Comma or semicolon before "see [reference]"
Motivated by this question on [academia.se]: a copy-editor changed the semicolon in
This can be proved via the method of Gauss; see [1].
to a comma.
- Is the version with a comma grammatically correct?
- If they are both acceptable: is the version with a comma preferable to the one with a semicolon?
Solution 1:
My main publishing client these days has a strict style guideline for dealing with cross references that do not require footnotes: put the cross reference in parentheses as a complete sentence starting with the word See. Under that rule, the text that the poster asks about here would be rendered as
This can be proved via the method of Gauss. (See [1].)
Other publishers that I have worked for required including the reference in parentheses within the sentence leading up to it:
This can be proved via the method of Gauss (see [1]).
Still others took the reference out of parentheses and treated it either as a freestanding sentence:
This can be proved via the method of Gauss. See [1].
or as an independent clause set off by a semicolon (the method used in the OP's example):
This can be proved via the method of Gauss; see [1].
What is right and what is wrong are determined by who pays for the article and its editing. As a copy editor, I would not recommend setting off "see [1]" with a comma in a sentence such as
This can be proved via the method of Gauss, see [1].
because in that construction a comma seems to me to be rather weak for its intended purpose. However, I would enforce a house style that required doing it that way, whether I liked it or not.
The Chicago Manual of Style, sixteenth edition (2010), doesn't discuss in-main-text reference style at all. I imagine that this reflects the extreme variability in preferred style from one publishing house to the next. Nevertheless, CMOS itself uses the "(see xxxxx)" style, as is evident from this excerpt from guideline 13.65:
...it may be advisable to devise an abbreviation for each [title] and to include a list of abbreviations at the beginning or end of the work (see 14.54, 14.55).
Likewise, Words into Type, third edition (1974) doesn't endorse a standard style for such references but in practice it uses the same style as CMOS:
A clause beginning with so, then, or yet should usually be separated from a preceding clause, and a comma is often sufficient for this purpose (see p. 183).
And the MLA Style Manual, second edition (1998), in this typical sentence, shows that it favors the same style:
Of course, whenever the infringement and the registration occurred, the owner of a work infringed is always entitled to actual damages, such as lost income, as well as to the infringer's profits attributable to the infringement, so long as they do not duplicate the award of actual damages (see 2.1.15).
So multiple guides show a preference for the "(see xxxxx)" style, but they seem not at all eager to raise their preference to the level of a guideline. And in the absence of an explicit guideline from an authoritative source, most publishing houses will go their separate ways on issues such as this one.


Goal of the exercise. Examine the data below and state how many lines contain "percent", offering no other words.

*** Opening Record extracts ***

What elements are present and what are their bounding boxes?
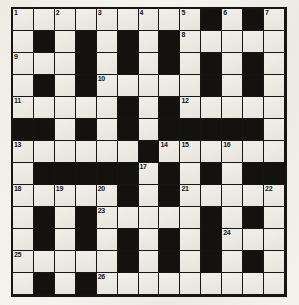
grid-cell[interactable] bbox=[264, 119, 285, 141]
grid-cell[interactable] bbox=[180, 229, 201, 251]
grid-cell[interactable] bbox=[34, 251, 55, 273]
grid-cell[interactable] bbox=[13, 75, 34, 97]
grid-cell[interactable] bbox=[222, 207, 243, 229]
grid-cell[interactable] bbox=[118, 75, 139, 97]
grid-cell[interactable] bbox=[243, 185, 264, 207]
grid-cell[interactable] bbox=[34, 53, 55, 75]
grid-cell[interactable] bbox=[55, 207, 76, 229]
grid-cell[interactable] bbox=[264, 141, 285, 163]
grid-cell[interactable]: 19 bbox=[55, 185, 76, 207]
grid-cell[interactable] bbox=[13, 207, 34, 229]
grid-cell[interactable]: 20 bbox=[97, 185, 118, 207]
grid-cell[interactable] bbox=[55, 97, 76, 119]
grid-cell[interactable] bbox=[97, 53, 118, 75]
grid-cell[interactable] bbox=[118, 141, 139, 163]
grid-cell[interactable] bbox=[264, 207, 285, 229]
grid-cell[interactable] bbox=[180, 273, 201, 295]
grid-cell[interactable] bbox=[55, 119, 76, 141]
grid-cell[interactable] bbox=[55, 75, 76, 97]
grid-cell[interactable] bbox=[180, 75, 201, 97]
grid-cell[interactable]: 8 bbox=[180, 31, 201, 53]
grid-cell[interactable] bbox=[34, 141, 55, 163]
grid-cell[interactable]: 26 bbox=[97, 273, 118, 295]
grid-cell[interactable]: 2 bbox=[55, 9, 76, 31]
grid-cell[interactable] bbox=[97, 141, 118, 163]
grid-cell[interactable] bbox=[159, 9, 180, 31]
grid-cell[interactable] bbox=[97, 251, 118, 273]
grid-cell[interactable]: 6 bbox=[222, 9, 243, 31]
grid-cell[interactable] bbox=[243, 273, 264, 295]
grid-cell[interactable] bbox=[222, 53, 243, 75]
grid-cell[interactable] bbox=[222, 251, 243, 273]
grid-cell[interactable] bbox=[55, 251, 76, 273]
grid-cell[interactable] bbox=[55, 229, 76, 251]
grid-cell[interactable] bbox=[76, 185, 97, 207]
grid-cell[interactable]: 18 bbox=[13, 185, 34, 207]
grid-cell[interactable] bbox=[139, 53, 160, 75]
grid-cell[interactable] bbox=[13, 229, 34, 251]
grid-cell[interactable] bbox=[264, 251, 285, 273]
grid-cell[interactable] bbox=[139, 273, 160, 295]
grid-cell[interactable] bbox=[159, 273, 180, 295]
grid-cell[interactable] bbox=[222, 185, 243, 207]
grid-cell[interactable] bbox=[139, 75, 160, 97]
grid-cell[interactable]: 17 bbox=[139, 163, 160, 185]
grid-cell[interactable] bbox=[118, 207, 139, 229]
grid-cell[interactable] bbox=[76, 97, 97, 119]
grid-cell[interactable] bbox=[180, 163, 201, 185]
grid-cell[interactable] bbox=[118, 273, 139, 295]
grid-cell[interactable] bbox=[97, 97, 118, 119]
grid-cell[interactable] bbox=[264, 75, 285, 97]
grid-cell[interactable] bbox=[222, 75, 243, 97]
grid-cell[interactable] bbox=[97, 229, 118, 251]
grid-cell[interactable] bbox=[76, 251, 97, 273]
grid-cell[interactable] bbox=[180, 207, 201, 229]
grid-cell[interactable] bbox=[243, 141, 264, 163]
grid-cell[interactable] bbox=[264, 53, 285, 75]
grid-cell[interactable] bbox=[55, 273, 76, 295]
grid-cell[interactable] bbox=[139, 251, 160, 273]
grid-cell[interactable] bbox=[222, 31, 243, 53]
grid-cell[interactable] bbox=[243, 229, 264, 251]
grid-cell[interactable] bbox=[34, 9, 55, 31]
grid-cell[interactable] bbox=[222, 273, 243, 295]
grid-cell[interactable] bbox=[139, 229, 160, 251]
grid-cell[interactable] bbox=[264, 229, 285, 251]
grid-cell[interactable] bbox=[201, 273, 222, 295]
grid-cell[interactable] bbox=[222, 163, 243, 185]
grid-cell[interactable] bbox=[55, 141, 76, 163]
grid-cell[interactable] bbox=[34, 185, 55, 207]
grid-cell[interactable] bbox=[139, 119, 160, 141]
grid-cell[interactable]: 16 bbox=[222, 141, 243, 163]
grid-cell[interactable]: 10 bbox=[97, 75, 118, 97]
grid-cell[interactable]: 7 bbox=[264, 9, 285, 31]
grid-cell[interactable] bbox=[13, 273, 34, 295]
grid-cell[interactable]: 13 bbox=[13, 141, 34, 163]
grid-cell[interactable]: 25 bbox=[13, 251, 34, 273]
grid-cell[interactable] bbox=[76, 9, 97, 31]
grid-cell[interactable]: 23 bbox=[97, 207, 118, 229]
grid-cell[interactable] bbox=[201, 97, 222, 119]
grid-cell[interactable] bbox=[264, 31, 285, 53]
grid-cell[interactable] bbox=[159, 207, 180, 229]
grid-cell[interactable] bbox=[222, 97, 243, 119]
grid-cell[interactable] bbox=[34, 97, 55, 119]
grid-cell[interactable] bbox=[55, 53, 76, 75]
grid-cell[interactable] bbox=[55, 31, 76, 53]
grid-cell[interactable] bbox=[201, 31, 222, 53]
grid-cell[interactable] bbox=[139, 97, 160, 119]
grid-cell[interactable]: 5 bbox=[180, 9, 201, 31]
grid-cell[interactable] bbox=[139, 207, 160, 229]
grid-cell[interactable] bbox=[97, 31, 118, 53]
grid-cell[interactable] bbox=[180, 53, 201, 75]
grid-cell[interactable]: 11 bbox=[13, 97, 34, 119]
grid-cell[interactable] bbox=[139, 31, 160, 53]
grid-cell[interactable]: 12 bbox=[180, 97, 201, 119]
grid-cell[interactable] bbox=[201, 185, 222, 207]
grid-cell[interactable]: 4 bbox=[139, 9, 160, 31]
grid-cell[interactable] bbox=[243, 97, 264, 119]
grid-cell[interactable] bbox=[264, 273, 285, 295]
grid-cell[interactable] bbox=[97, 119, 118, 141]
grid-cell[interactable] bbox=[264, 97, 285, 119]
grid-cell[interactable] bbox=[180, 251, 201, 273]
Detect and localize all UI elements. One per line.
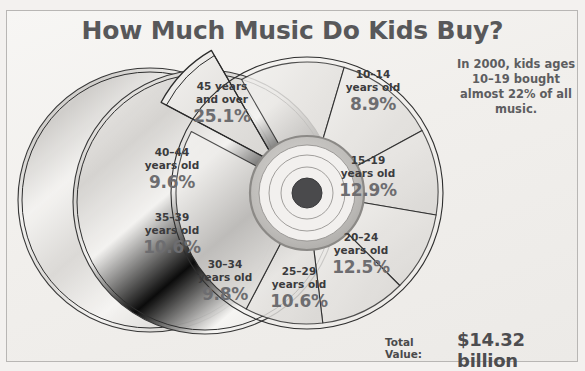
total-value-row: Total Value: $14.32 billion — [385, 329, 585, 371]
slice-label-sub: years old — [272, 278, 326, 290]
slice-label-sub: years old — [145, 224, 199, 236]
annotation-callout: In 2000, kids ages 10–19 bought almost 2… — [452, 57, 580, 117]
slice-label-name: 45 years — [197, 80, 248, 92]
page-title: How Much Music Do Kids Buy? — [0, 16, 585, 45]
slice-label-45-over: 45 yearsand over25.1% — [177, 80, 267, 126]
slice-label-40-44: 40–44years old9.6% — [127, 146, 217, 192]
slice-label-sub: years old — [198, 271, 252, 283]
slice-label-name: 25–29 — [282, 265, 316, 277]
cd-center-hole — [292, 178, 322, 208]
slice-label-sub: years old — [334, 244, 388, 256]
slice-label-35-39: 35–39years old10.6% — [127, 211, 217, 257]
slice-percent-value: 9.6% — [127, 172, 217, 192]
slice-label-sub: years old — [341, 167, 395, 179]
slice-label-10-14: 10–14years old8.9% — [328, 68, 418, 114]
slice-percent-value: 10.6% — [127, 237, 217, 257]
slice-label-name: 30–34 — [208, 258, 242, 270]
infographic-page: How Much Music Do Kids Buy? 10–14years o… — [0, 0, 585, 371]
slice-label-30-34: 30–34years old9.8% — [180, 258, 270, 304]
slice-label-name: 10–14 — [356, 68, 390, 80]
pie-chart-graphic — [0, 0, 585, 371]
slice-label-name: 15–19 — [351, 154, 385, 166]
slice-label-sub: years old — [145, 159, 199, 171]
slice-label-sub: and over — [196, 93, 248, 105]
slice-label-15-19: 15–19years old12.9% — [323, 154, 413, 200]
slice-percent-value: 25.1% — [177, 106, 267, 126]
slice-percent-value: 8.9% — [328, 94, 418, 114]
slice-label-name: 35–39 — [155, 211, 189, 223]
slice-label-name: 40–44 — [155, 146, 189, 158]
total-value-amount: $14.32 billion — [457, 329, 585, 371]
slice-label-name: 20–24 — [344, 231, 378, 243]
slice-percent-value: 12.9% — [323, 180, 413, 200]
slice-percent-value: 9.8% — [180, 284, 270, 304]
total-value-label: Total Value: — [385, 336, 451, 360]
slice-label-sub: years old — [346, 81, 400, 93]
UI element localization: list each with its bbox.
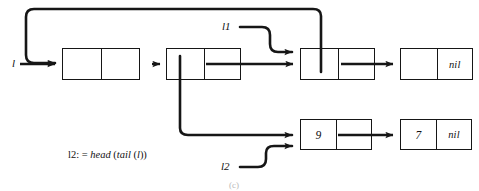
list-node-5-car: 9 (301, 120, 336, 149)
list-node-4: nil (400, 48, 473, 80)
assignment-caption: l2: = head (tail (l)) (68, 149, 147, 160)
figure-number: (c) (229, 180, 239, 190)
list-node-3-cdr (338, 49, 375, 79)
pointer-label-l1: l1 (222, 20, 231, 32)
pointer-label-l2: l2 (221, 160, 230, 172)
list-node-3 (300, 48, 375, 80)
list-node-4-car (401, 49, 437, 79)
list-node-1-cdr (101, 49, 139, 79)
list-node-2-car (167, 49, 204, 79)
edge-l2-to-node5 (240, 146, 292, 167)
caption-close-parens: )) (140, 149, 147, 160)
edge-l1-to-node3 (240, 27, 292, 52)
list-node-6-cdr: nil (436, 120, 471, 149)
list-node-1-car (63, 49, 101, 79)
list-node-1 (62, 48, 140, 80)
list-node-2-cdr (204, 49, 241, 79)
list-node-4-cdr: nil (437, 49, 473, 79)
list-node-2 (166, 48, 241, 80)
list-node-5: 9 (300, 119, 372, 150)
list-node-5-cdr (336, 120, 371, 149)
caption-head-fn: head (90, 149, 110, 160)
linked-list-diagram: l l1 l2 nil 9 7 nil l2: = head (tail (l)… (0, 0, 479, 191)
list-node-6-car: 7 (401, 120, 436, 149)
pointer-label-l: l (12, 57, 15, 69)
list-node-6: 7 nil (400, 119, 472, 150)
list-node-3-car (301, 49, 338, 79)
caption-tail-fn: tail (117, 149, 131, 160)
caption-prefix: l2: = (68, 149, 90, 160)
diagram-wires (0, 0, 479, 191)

*** Closing Record extracts ***

Response to the exercise. 6